Early the following morning, after a miserable night spent tossing and turning, grappling with my conscience, I was summoned from the hospital to the works office building, attached to the west side of the mill. I hurried down Victoria Road, wondering what on earth it could be about, and soon found myself ushered into a large, well-appointed office with a thick Turkish carpet, dark wainscoting and a number of local landscapes hanging on the walls. Sitting behind the huge mahogany desk was Sir Titus himself, still a grand, imposing figure despite his years and his declining health.

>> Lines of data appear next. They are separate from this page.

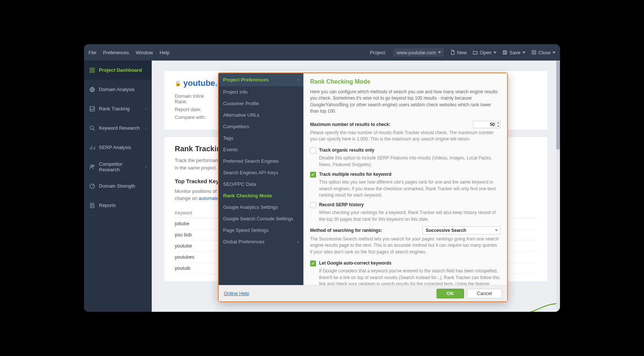 This screenshot has height=356, width=644. I want to click on autocorrect-label: Let Google auto-correct keywords, so click(355, 263).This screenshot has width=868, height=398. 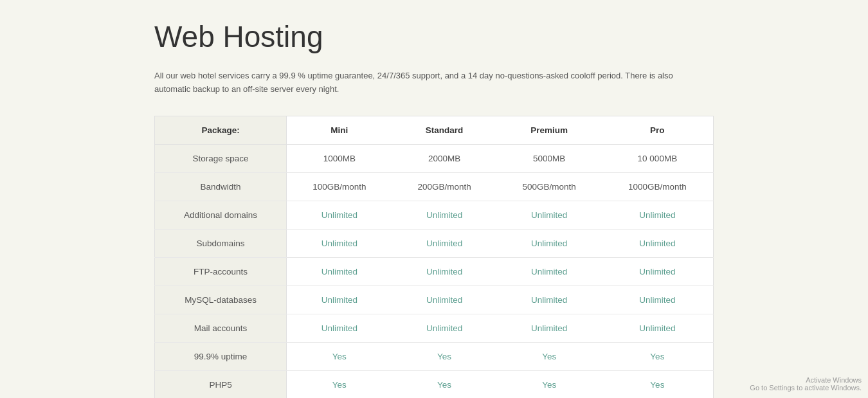 I want to click on header-pro: Pro, so click(x=658, y=130).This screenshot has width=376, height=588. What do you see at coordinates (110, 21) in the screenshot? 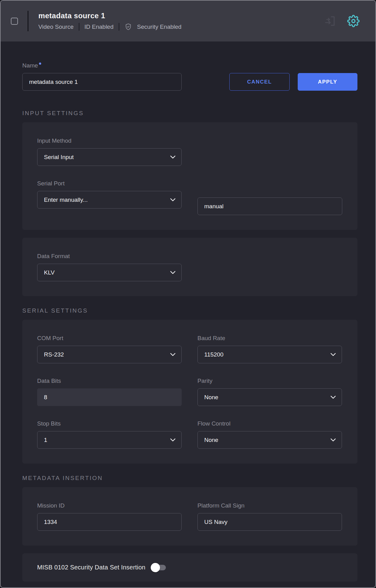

‘Dr Oulton,’ he said, without looking up from his papers. ‘Please sit down.’
I wondered what had brought him the twelve miles or so from Crows Nest, where he lived. He rarely appeared at the mill in those days.
‘I understand,’ he said in his deep, commanding voice, still not looking at me, ‘that you have been enquiring into the circumstances surrounding Richard Ellerby’s death?’
I nodded. ‘Yes, Sir Titus.’
‘And what, pray, have you discovered?’
I took a deep breath, then told him everything. As I spoke, he stood up, clasped his hands behind his back and paced the room, head hanging so that his grey beard almost reached his waist. Though his cheeks and eyes looked sunken, as if he was ill, his presence dominated the room. When I had finished, he sat down again and treated me to a long silence before he said, ‘And what are we going to do about it?’